[Vwdiesel] Rabbit droppings # 206 --- ( Katrina and your RABBIT )

Sandy Cameron scameron at compmore.net
Thu Sep 8 12:15:04 EDT 2005


At 08:18 AM 9/8/05 -0700, you wrote:
>So  Katrina dumped a bucket of water on your Rabbit ?  --is all lost ?
----NOT   IMHO.
>

Right on Hagar. Diesels are indestructable (except by idiots), and a little
dunking is just an inconvenience. I note with interest that the military
vehicles in new orleans are all snorkel equipped, permiting the driver a
thorough dunking, but the engine keeps running under water.

About 4 years ago a friend was ferrying building materials across the ice
with his david brown tractor. (NO glow plugs, direct injection)

It sank.

It was early in march, and the tractor  was completely under water until
early May.
I will spare you the recovery story, but it entailed a large floating dock,
chains, cable winch come-alongs, and after the tractor was winched up under
the dock, still submerged,  a 6 mile trip down the lake to a deep water
launch ramp.

Pulled it out and left it for the night (it was quite late), next morning
towed it home and started restoration.

Drained all fluids, fuel, etc.

Trusting the integrity of the injection system to have kept the water out,
did not open any of it.

Changed the fuel filters, blew out the line from the tank, dried the fuel
tank (stuffed a couple of towels in it, stirred them around, pulled them
out. replaced fuel and oil filters, put fresh fuel in the tank. purged the
fuel filters (2 of them in tandem), oil in crankcase.

The tough part, the engine (waterlogged cylinders).

Slackened the intake manifold bolts so it hung away from the block,
carefully turned engine over, some water squirted out.  Screwed the intake
valve adjustments so they would not quite close (yes, I found where they hit
the pistons and backed them off slightly.

When the engine turned freely, spun it with the starter untill no more water
squirted out.

Bolted everything back together, reset valve clearances, 

Battery was too weak to start it, so towed it with a truck.

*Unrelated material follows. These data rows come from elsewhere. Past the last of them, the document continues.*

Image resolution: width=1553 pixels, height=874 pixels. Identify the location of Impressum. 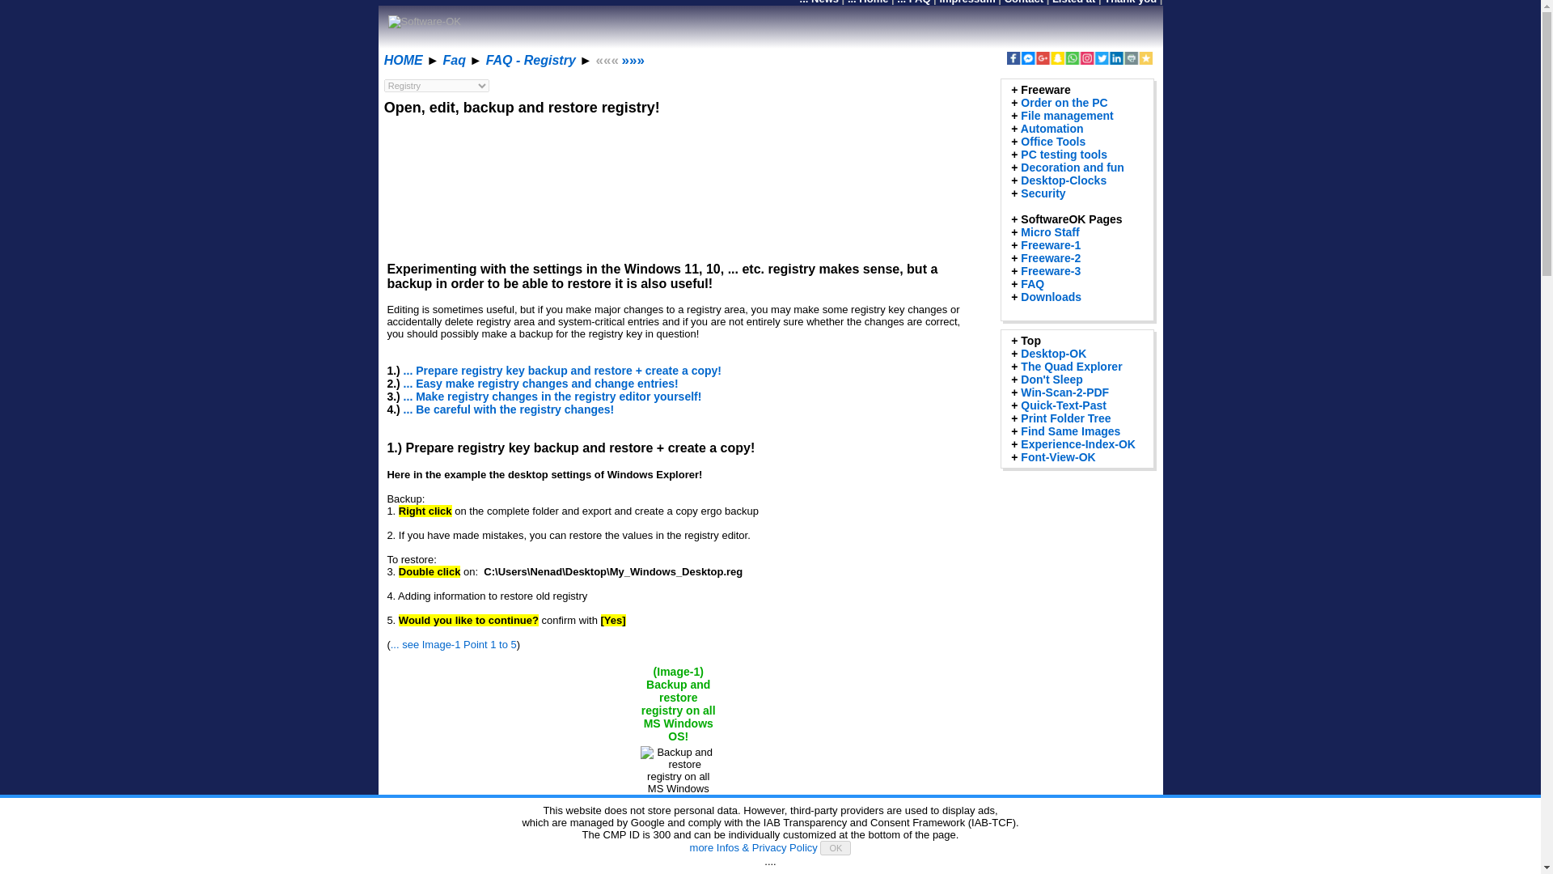
(968, 2).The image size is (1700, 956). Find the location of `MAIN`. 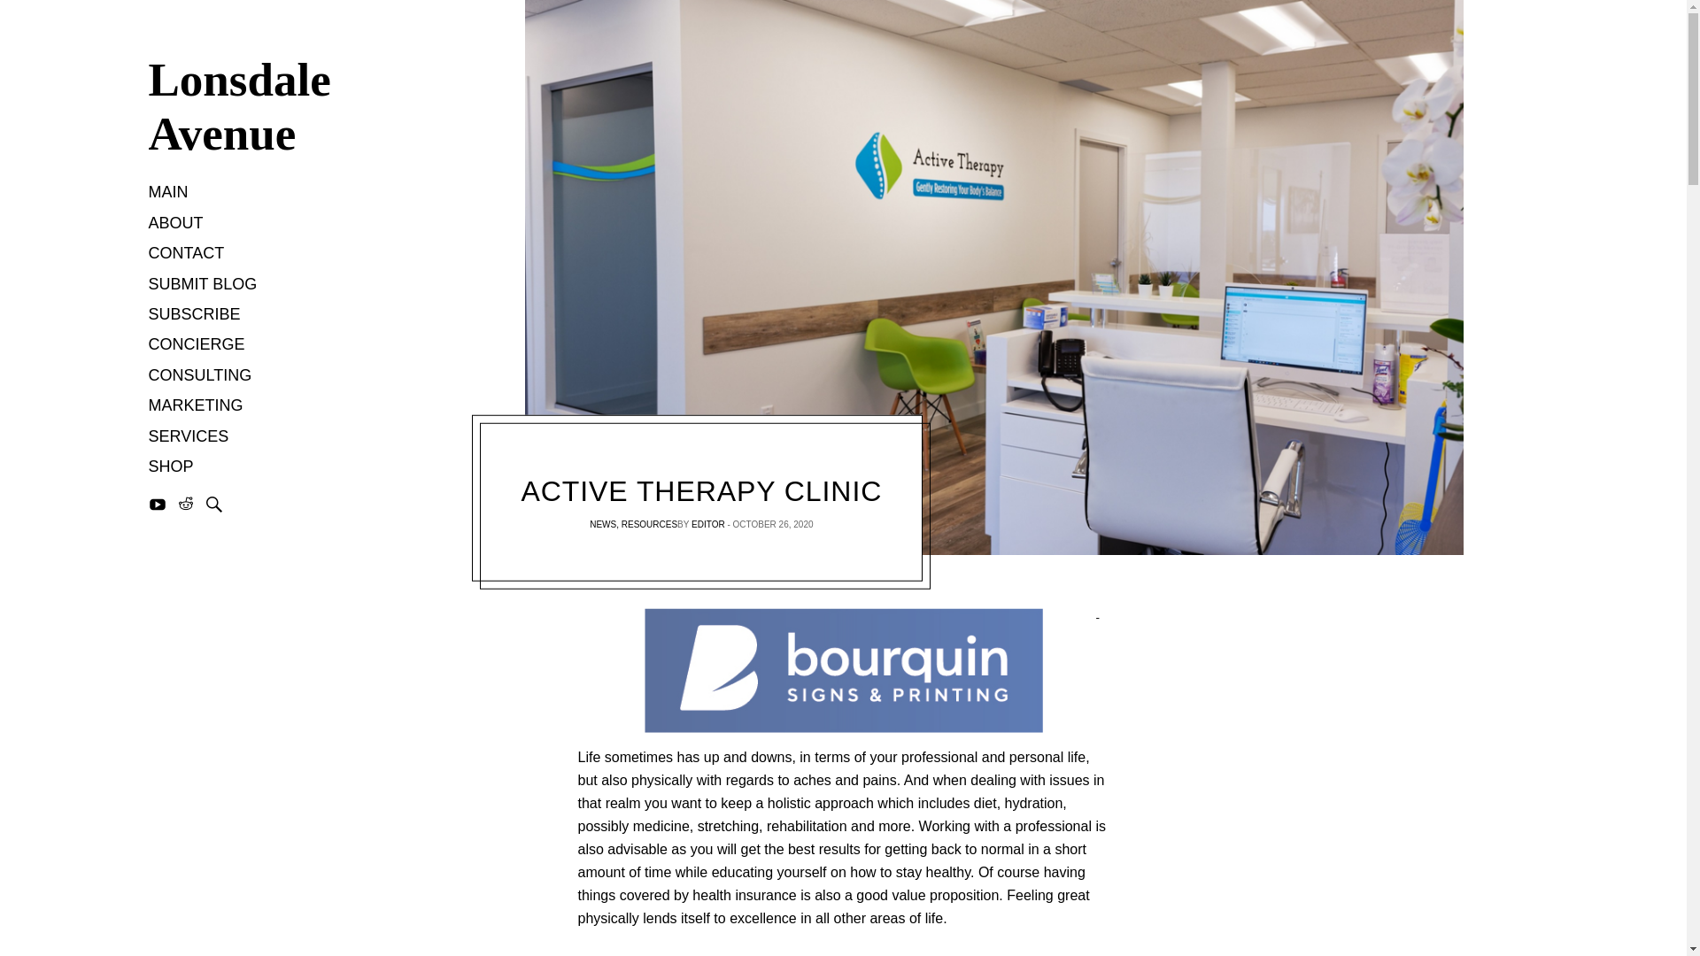

MAIN is located at coordinates (168, 193). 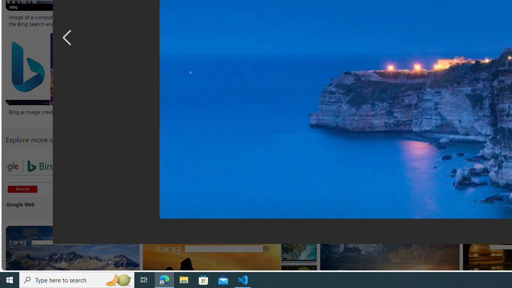 What do you see at coordinates (241, 180) in the screenshot?
I see `Dark Mode` at bounding box center [241, 180].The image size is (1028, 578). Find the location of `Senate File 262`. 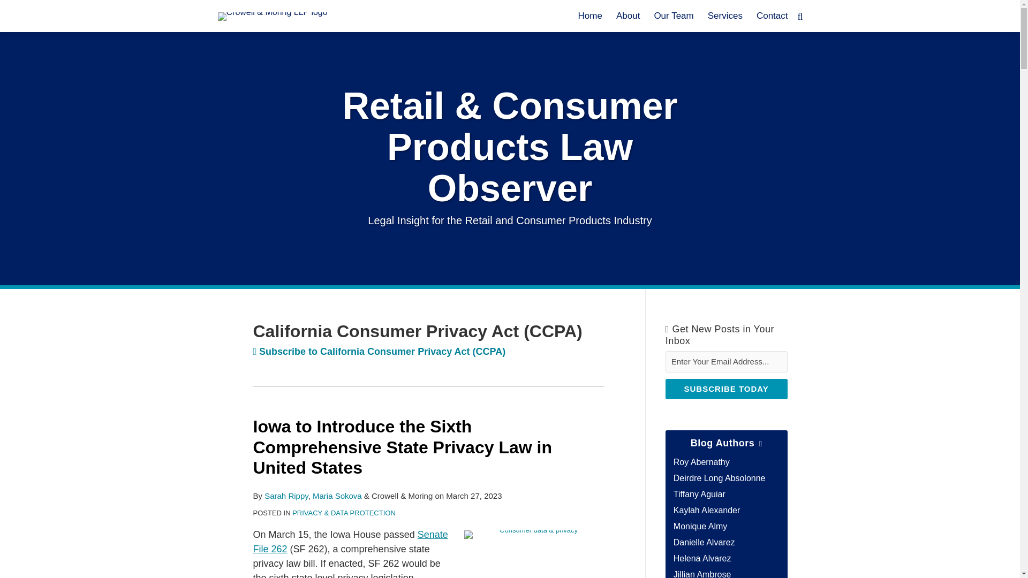

Senate File 262 is located at coordinates (350, 542).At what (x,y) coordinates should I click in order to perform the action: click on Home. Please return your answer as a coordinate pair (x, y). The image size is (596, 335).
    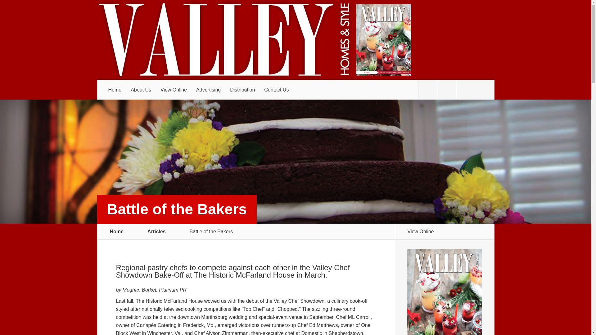
    Looking at the image, I should click on (117, 232).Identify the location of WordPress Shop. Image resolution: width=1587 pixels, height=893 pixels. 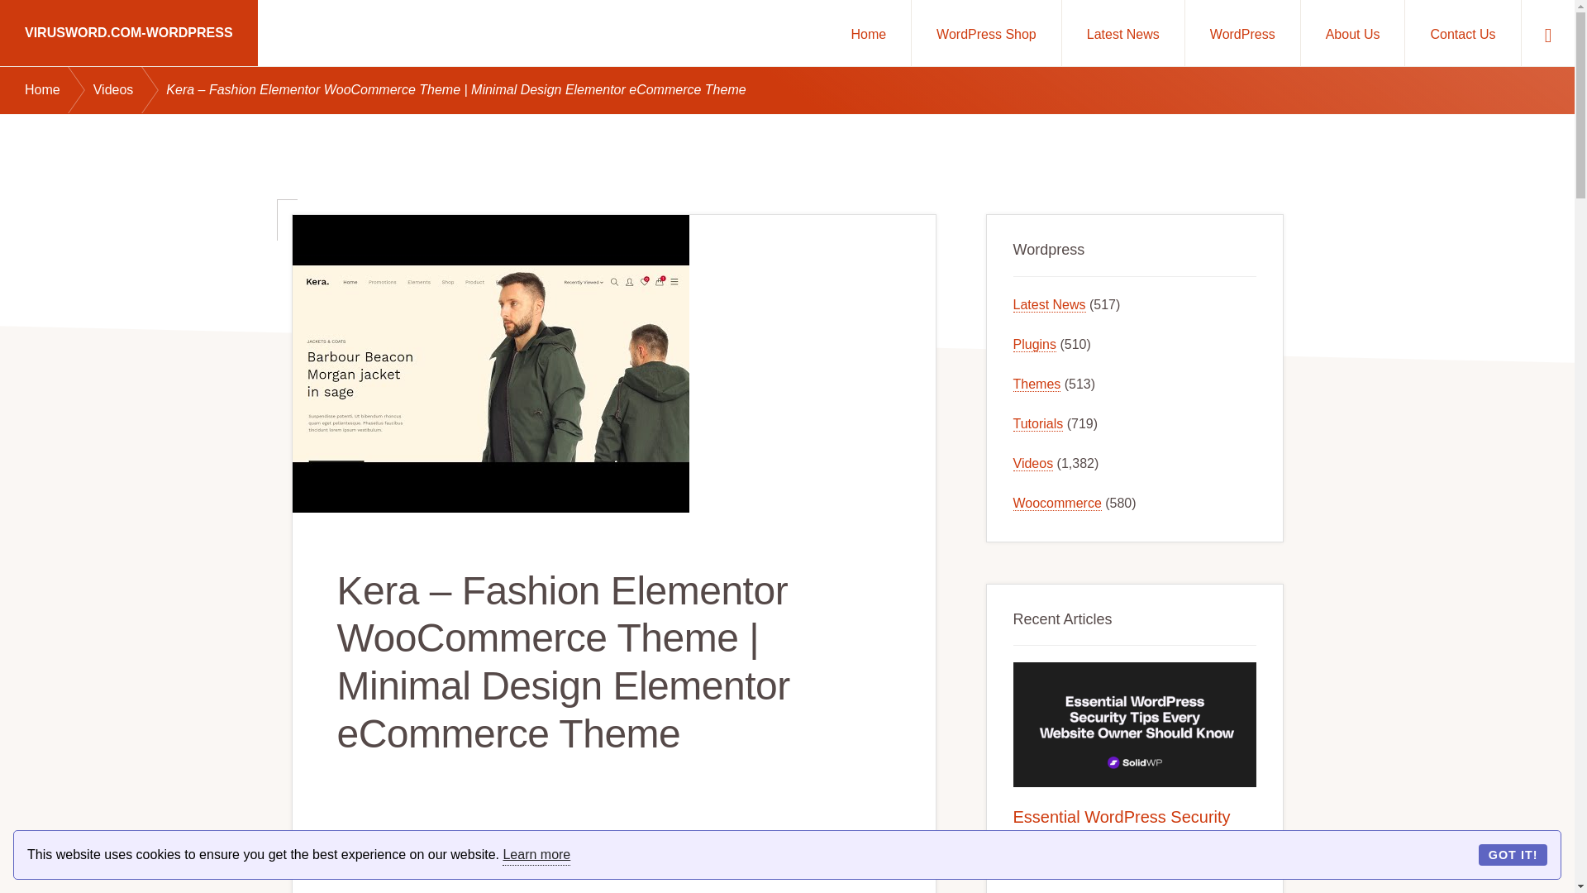
(986, 33).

It started
immediately.....but we had to shut it off as my friend put the oil filter
bell on crooked, and oil was spewing out all over the asphalt driveway. A
reportable spill.

Got him to (reluctantly) shut it off, corrected the problem, also drained a
little residual water from the crankcase that had come out of the galleries
when it started.

Towed it again, left it running for a few hours to dry it out, and retired
for libations.

The tractor ran good as new ,  he trucked more materials across the ice in
following years to build his island home, and he eventually sold it for a
fair price.

No water got in to the hydraulic system, except the tank, which was drained,
No water got in to the fuel system at all. Never got past the filters.

He also won a substantial bet from a man who said it would never run again.

2 months submerged in fresh water, no serious damage (the alternator
perished, cheaper to replace than fix, and the starter had to be dismantled
a few days after start-up, to dry it out and relube. The battery recovered
with a low rate charge over a day or 2.

I have heard of aircraft engines recovered from fresh water in the arctic,
and rebuilt, but that required a complete tear-down.